Chemical particulates — pigment settling, reagglomeration, or phase separation — are harder to filter and require ink formulation discipline. Avoid mixing inks with significantly different specific gravities; the heavier pigment will settle and the lighter binder will float, producing both plugging in the pan and starvation at the pickup point.
3. Poor Cylinder Engraving Quality
Rough cell walls from etching or engraving, burrs left from inadequate polishing, and undercut (Ω-shaped) cell profiles all reduce ink release. The cell traps ink rather than transferring it. Over time, trapped residue hardens.
The engraving geometry fix: switch from rectangular flat-bottom cells to concave arc-bottom cells. The curved profile eliminates the corners where ink stagnates and dries, significantly reducing dot loss in gravure printing.
4. Ink Solubility Collapse
This one catches operators off guard because the ink was fine yesterday. Causes include:
- Solvent imbalance. The true-solvent-to-diluent ratio drifts as fast solvent evaporates preferentially. The remaining blend can’t hold the resin in solution.

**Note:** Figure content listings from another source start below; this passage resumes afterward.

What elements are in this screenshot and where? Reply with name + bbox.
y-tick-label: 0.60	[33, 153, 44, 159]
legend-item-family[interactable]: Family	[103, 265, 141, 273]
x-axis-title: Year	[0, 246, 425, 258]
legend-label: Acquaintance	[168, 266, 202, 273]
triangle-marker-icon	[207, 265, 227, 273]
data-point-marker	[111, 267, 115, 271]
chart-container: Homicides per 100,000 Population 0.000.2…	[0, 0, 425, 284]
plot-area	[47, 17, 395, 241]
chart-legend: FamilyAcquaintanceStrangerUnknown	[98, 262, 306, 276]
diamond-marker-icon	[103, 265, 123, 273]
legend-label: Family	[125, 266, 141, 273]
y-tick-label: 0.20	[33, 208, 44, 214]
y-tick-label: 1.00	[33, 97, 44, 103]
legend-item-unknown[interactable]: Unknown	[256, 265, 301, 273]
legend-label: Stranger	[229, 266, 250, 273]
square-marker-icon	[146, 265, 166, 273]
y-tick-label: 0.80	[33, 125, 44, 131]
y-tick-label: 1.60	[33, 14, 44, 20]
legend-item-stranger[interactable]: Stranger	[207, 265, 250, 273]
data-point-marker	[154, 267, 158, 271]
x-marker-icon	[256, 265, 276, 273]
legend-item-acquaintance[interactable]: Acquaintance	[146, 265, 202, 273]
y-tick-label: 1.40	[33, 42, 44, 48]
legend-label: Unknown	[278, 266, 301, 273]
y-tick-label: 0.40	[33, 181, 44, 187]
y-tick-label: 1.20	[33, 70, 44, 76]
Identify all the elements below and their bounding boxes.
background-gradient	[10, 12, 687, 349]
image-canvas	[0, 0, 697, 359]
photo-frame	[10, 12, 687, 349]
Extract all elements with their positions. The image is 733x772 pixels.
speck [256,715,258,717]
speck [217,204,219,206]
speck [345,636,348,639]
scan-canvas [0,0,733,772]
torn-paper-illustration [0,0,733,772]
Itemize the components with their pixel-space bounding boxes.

- Water ingress. Moisture entering the ink — from humid air, condensation on cold ink drums, or wet solvent — destabilizes the pigment dispersion and triggers reagglomeration.
- Cross-contamination. Incomplete cleaning between ink changes lets incompatible chemistries mix. One residual resin can precipitate another.

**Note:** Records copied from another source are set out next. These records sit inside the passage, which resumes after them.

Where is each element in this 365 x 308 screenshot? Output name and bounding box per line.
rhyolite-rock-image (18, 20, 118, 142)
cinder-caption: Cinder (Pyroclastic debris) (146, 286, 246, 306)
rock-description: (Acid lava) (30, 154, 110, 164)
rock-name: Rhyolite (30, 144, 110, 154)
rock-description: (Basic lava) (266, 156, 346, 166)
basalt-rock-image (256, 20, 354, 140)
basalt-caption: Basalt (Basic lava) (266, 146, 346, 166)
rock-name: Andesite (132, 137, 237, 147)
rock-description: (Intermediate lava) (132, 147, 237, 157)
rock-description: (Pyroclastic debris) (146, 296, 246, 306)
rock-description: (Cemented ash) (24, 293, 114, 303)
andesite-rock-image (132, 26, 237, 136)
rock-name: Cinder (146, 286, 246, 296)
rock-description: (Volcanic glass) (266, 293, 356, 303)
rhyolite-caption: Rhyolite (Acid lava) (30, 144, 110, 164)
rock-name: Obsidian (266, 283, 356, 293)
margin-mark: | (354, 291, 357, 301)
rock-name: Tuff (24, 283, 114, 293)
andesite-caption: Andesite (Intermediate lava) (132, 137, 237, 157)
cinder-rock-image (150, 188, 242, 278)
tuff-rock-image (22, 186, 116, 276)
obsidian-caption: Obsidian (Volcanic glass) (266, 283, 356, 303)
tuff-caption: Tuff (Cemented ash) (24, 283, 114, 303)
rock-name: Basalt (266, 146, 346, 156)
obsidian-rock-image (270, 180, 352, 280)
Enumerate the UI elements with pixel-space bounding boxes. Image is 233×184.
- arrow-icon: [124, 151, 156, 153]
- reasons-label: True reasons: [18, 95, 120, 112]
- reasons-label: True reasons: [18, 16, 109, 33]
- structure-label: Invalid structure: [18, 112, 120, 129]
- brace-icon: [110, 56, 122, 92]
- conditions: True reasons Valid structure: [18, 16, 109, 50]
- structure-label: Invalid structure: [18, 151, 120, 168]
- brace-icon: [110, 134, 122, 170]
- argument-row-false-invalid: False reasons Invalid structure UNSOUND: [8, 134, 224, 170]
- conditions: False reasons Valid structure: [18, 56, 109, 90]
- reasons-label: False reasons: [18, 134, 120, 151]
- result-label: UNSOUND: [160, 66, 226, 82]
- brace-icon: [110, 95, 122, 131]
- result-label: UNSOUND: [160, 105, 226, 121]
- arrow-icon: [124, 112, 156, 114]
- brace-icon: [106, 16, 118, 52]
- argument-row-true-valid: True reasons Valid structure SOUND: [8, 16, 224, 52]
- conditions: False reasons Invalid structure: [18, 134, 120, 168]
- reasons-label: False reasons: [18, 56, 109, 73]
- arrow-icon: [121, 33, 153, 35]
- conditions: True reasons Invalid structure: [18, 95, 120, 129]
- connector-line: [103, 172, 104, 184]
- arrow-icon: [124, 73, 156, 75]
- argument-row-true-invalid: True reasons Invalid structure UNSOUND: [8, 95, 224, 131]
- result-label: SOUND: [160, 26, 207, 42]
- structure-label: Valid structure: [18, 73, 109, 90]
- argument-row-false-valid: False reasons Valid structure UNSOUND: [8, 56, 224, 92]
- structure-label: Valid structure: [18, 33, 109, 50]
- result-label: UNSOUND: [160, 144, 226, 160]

- Shock thinning. Dumping solvent into the ink pan too fast creates localized concentration gradients where the binder temporarily drops out. Add solvent slowly, with agitation.
5. Chemical Reaction During the Run
Two-part and reactive ink systems crosslink progressively as the run continues. Viscosity climbs, flow drops, transfer suffers. If you’re running reactive inks: wipe the cylinder immediately at every stop, don’t let catalyzed ink sit, and never mix leftover reactive ink with fresh without testing. Expired and aged catalyzed ink is a blocking risk.
Mixing different ink types can trigger unexpected reactions. Always verify compatibility before blending — what works in the bucket may not survive an 8-hour run.
10 Countermeasures
- Clean blocked cylinders with dedicated solvent or wash-up solution. Diagnose the root cause before restarting.
- Match solvent evaporation rate to press speed and shop conditions.
- Minimize blade-to-nip distance. Shield the cylinder from dryer leakage.
- Add retarder solvent; increase press speed where possible.
- Replace ink that shows inherent solubility or pigment stability problems. Avoid mixing inks with large specific-gravity differences.
- Keep the ink pan agitated — every part of the pan should flow. Add fresh ink in small, frequent increments rather than large batches.
- Replate or re-engrave cylinders with rough or damaged cell walls.
- Wipe the cylinder with solvent at startup. Avoid mid-run stops; for extended stops, either clean the cylinder or leave it rotating, immersed in the ink pan.
- Preheat fresh ink to 40–50°C if additive or wax crystallization is suspected. This redissolves precipitated components before they reach the cylinder.
- Use only specified diluent solvents. When changing ink types, thoroughly flush the pan, pump, and lines before refilling.
References
- Wikipedia: Rotogravure: Comprehensive overview of gravure printing including cylinder engraving geometry, cell specifications, ink transfer mechanics, and common process defects.
- Wikipedia: Solvent: Fundamentals of solvent chemistry including evaporation rates, true solvent vs. diluent behavior, and the role of solubility parameters in ink formulation stability.
- ISO 12647-4:2014 — Gravure Process Control: International standard for tone value, density, and production consistency including ink transfer measurement methods in gravure printing.
- Wikipedia: Static Electricity: Mechanisms of static charge generation on moving polymer webs including triboelectric effects and the attraction of airborne particulates to charged film surfaces.
- Flexible Packaging Association (FPA): Industry resource covering gravure printing technology, ink management, and troubleshooting best practices for flexible packaging converters.